Back in late January 2009, Blizzard's advertisements were accidentally swapped out with Gold Seller ads. (Links: wow.com, cgenetwork.com, 1up.com)


Other than this one incident, I recall that it happened a few times actually: on BNet Forums, WoW Forums, and the waiting room of Diablo 2.

But in each case, most (if not all) news instances started to "disappear" and people later forgot. It didn't help though that threads were locked, forum entries were deleted, and Blizzard told sites to remove the news either.

So it's difficult finding information on these accidents now and it's something that Blizzard would prefer that you forget. =]

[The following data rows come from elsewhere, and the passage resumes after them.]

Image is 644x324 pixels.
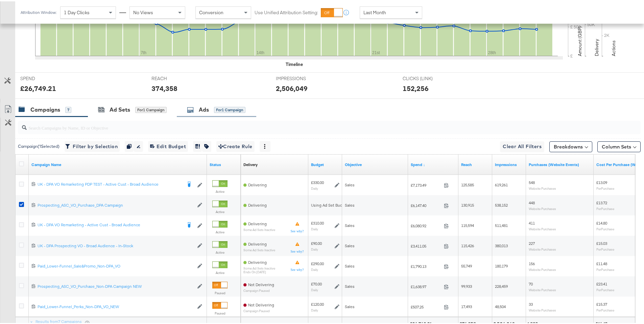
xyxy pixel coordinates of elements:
[243,308,274,312] sub: Campaign Paused
[529,287,556,290] sub: Website Purchases
[311,201,349,206] div: Using Ad Set Budget
[495,283,508,288] span: 228,459
[403,74,453,81] span: CLICKS (LINK)
[37,303,194,308] a: Paid_Lower-Funnel_Perks_Non-DPA_VO_NEW
[18,142,59,148] div: Campaign ( 1 Selected)
[596,219,607,224] span: £14.80
[213,229,228,233] label: Active
[243,269,275,273] sub: ends on [DATE]
[148,140,188,151] button: Edit Budget
[529,219,535,224] span: 411
[611,39,617,55] text: Actions
[411,181,441,186] span: £7,173.49
[345,201,355,206] span: Sales
[311,300,324,306] div: £120.00
[37,283,194,288] div: Prospecting_ASC_VO_Purchase_Non-DPA Campaign NEW
[152,82,177,92] div: 374,358
[213,208,228,213] label: Active
[596,240,607,245] span: £15.03
[596,287,614,290] sub: Per Purchase
[345,283,355,288] span: Sales
[503,141,542,149] span: Clear All Filters
[577,25,583,55] text: Amount (GBP)
[411,201,441,206] span: £6,147.40
[596,179,607,184] span: £13.09
[596,280,607,285] span: £23.41
[243,161,258,166] a: Reflects the ability of your Ad Campaign to achieve delivery based on ad states, schedule and bud...
[276,74,327,81] span: IMPRESSIONS
[65,106,72,111] div: 7
[461,201,474,206] span: 130,915
[30,105,60,112] div: Campaigns
[461,283,472,288] span: 99,933
[495,161,524,166] a: The number of times your ad was served. On mobile apps an ad is counted as served the first time ...
[411,303,441,308] span: £507.25
[214,106,246,111] div: for 1 Campaign
[213,249,228,253] label: Active
[529,185,556,189] sub: Website Purchases
[37,201,194,207] a: Prospecting_ASC_VO_Purchase_DPA Campaign
[27,117,584,130] input: Search Campaigns by Name, ID or Objective
[20,74,71,81] span: SPEND
[37,201,194,206] div: Prospecting_ASC_VO_Purchase_DPA Campaign
[37,180,182,187] a: UK - DPA VO Remarketing PDP TEST - Active Cust - Broad Audience
[596,307,614,311] sub: Per Purchase
[213,310,228,314] label: Paused
[529,205,556,209] sub: Website Purchases
[403,82,429,92] div: 152,256
[248,181,267,186] span: Delivering
[311,219,324,224] div: £310.00
[596,185,614,189] sub: Per Purchase
[286,60,303,66] div: Timeline
[461,222,474,227] span: 115,594
[311,260,324,265] div: £290.00
[152,74,202,81] span: REACH
[495,201,508,206] span: 538,152
[345,303,355,308] span: Sales
[529,300,533,306] span: 33
[529,307,556,311] sub: Website Purchases
[37,221,182,226] div: UK - DPA VO Remarketing - Active Cust - Broad Audience
[133,8,153,14] span: No Views
[311,240,322,245] div: £90.00
[549,140,593,151] button: Breakdowns
[311,161,340,166] a: The maximum amount you're willing to spend on your ads, on average each day or over the lifetime ...
[255,8,318,15] label: Use Unified Attribution Setting:
[495,262,508,267] span: 180,179
[243,265,275,269] sub: Some Ad Sets Inactive
[37,180,182,186] div: UK - DPA VO Remarketing PDP TEST - Active Cust - Broad Audience
[243,247,275,251] sub: Some Ad Sets Inactive
[311,266,318,270] sub: Daily
[495,181,508,186] span: 619,261
[364,8,386,14] span: Last Month
[529,246,556,250] sub: Website Purchases
[411,262,441,267] span: £1,790.13
[311,287,318,290] sub: Daily
[596,226,614,229] sub: Per Purchase
[311,246,318,250] sub: Daily
[213,188,228,192] label: Active
[213,289,228,294] label: Paused
[411,283,441,288] span: £1,638.97
[596,199,607,204] span: £13.72
[199,8,224,14] span: Conversion
[218,141,252,149] span: Create Rule
[461,303,472,308] span: 17,493
[495,303,506,308] span: 48,504
[529,240,535,245] span: 227
[461,262,472,267] span: 55,749
[596,205,614,209] sub: Per Purchase
[345,242,355,247] span: Sales
[37,242,194,247] a: UK - DPA Prospecting VO - Broad Audience - In-Stock
[311,179,324,184] div: £330.00
[210,161,238,166] a: Shows the current state of your Ad Campaign.
[199,105,209,112] div: Ads
[345,262,355,267] span: Sales
[213,269,228,274] label: Active
[248,220,267,225] span: Delivering
[20,9,57,13] div: Attribution Window:
[37,283,194,288] a: Prospecting_ASC_VO_Purchase_Non-DPA Campaign NEW
[64,8,90,14] span: 1 Day Clicks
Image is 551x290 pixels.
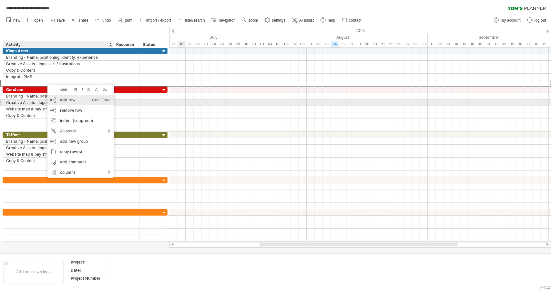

Reading over the forums, you'll see that Blizzard employees and players alike will all insist that "Blizzard has NEVER been breached. They've never been hacked. They have security measures in place that make them foolproof and 100% protected."

(Note: I never understood that logic so I simply chalk it up to "Blizzard Indoctrination". It's funny because if a game developer creates games that melt video cards and are full of bugs, cheats, issues that take years to fix, exploits, and can easily be hacked and exploited.. why would anything else they create be so different?)

Although employees insist that "To this date Blizzard has never been breached", in an earlier post I listed many cases of Blizzard database breaches, how Blizzard employee accounts have been compromised (and used to spread keyloggers on official forums), and other hacking activities. When the Blizzard employee accounts were compromised, Blizzard sent notifications to websites to remove the information ("Reputation Management"). And those were just the breaches that made public headlines! Who really knows how many breaches there have been?

Some of these are just accidents and "glitches" while others are major security breaches.

This has been going on for years, but it's obvious that it has been forgotten by most. That's why preservation is so important. =]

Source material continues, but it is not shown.